For Aristotle, living beings are complex composites of matter and form, where form is to be understood functionally, and not merely as shape, as a specific combination of soul-capacities that characterizes the kind of living being in question. It is a commonplace in Aristotelian scholarship that both these forms of living beings and the enmattered animal species to which they give rise are ‘fixed’. Forms are ‘fixed’ in the sense that they – without being eternal themselves – are replicated eternally through sexual reproduction from father to offspring: the offspring receives a ‘potential for form’ that is formally (but not numerically) identical to the form its father possesses in actuality. Since this potential for form is for the most part – i.e., if nothing greater impedes – realized in the same way, and since the cosmos is eternal in time, Aristotle believes that there is a continuous generation – and corruption – of organisms that are one in form and that instantiate the same range of animal species. Within these confines, there is no room for a transformation of species.

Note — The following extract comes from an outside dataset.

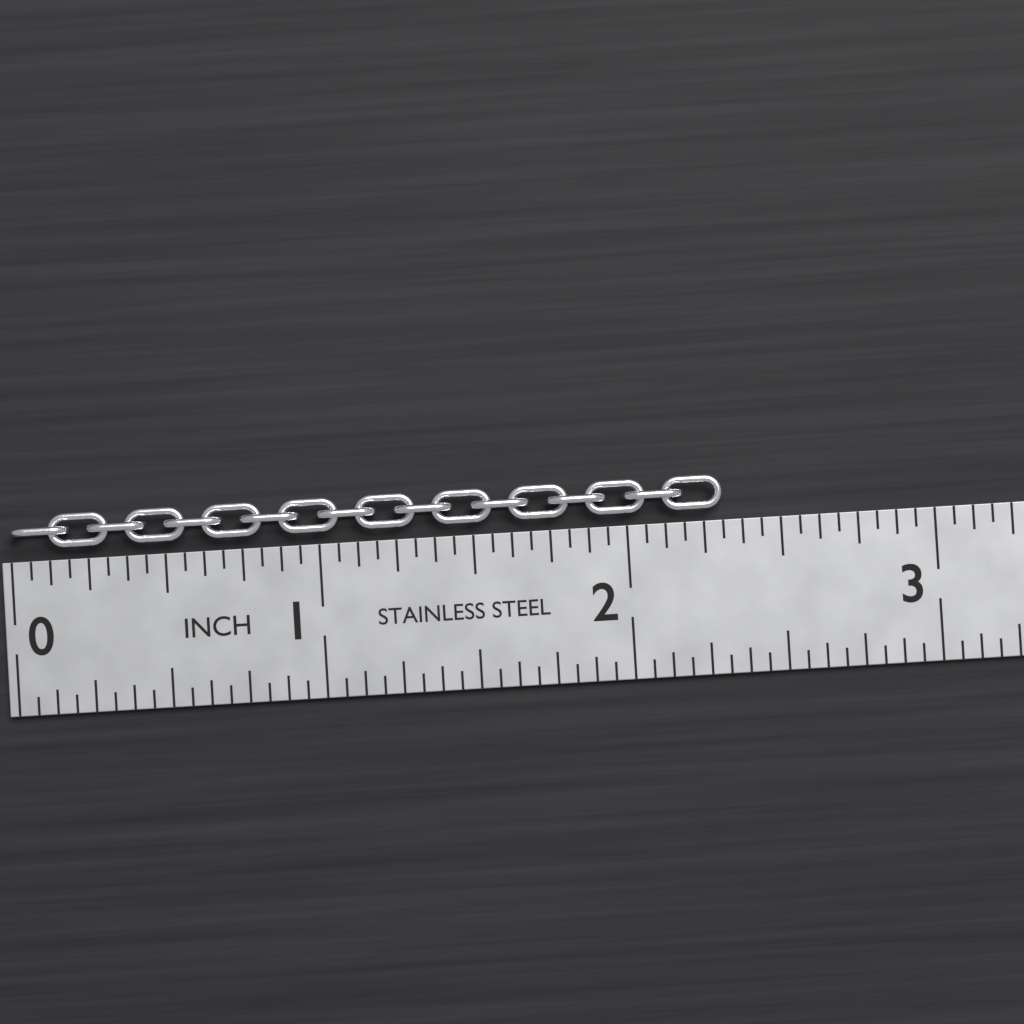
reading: 2.3125 in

In seeming contradiction with this fixity of species, however, Aristotle’s biological works often stress the flexibility of nature during embryogenesis and the later development of animals. Aristotle typically describes the process of the actualization of a potential for form into an actual animal in terms of ‘formal natures’ ‘making’ or ‘building’ the animal. This formal nature instantiates the animal’s efficient, formal, and final cause (which is identical to its soul), and following the craft-model already employed by Plato, Aristotle personifies this internal principle as acting for the sake of something, while following a certain logos or ‘guideline’ for building. Given the unchangeability of animal species, one would expect these ‘guidelines’, or ‘definitions of the animal’s substantial being,’ to be rather strict and precise, but instead Aristotle suggests that they are underdetermined: rather than being specified by the animal’s logos, Aristotle claims that it is somehow ‘up to’ formal natures to determine which parts to produce for the performance of a certain function, how many of those parts it should make, and where in the animal body it should place them. Evidently, even though the starting point (i.e., the potential for form) and end point (i.e., a fully developed animal of a given species) of animal generation are ‘fixed’ and ‘permanent’ features of the world, the individual actions of the formal natures through which this process is carried out are not similarly predetermined.

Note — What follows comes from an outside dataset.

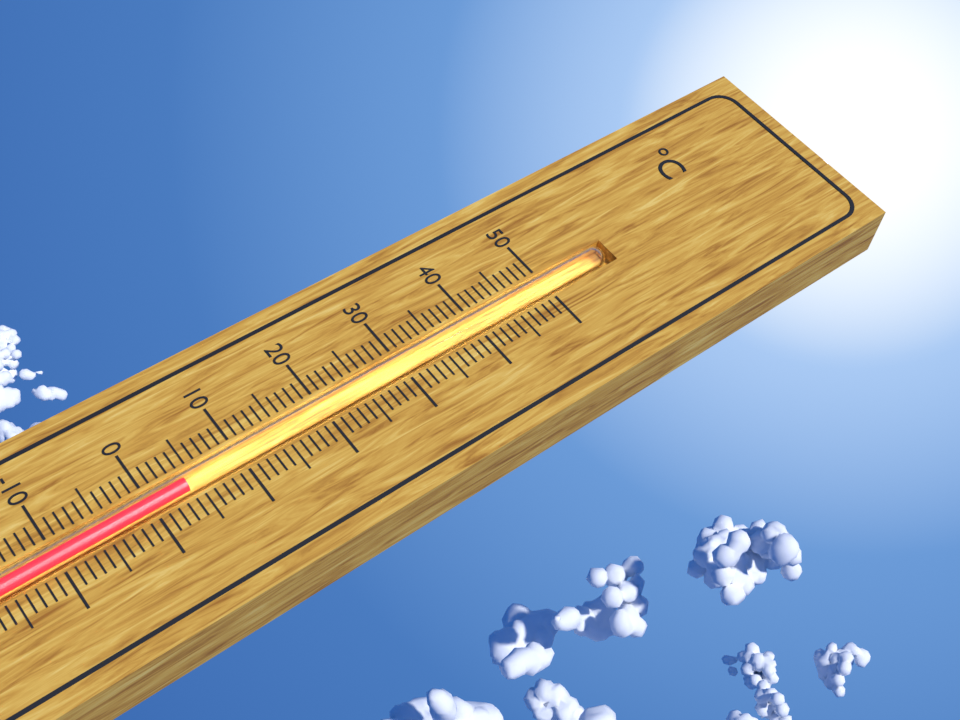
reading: 4 °C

In a paper I will be presenting at SUNY Brockport this week, I argue that Aristotle’s tendency to think of the activities of formal natures in the production of animals as if performed by tinkering craftsmen shows that for him, the structure and functionality animals have is as much a result of the teleology embedded in their forms as it is of the goal-directed actions performed by their formal nature in realizing those forms. This indicates that at least at the level of embryogenesis, Aristotle does allow for something like a transformation of species[1] and that his view of development is ‘epigenetic’ in the true sense of the term. That is, the ‘guidelines’ for building with which nature works do not predetermine in advance all the changes that need to be made, but rather leave room for nature to make adjustments to the animal design ‘on the fly,’ as the development proceeds. For his theory of natural teleology this means that the underlying physiology must be rather complex and flexible: the potentials for form that guide the realization of those species are dynamic, rather than blind, automated self-regulating principles, as they are shown to be capable of responding to emerging problems and possibilities.
[1] For the idea that Aristotle’s understanding of natural kinds is not as such ‘anti-evolutionary’, see already Balme (1972), 97-98; Granger (1987), 110-116; Henry (2006), 451-455; and Lennox (2001a), 160-162.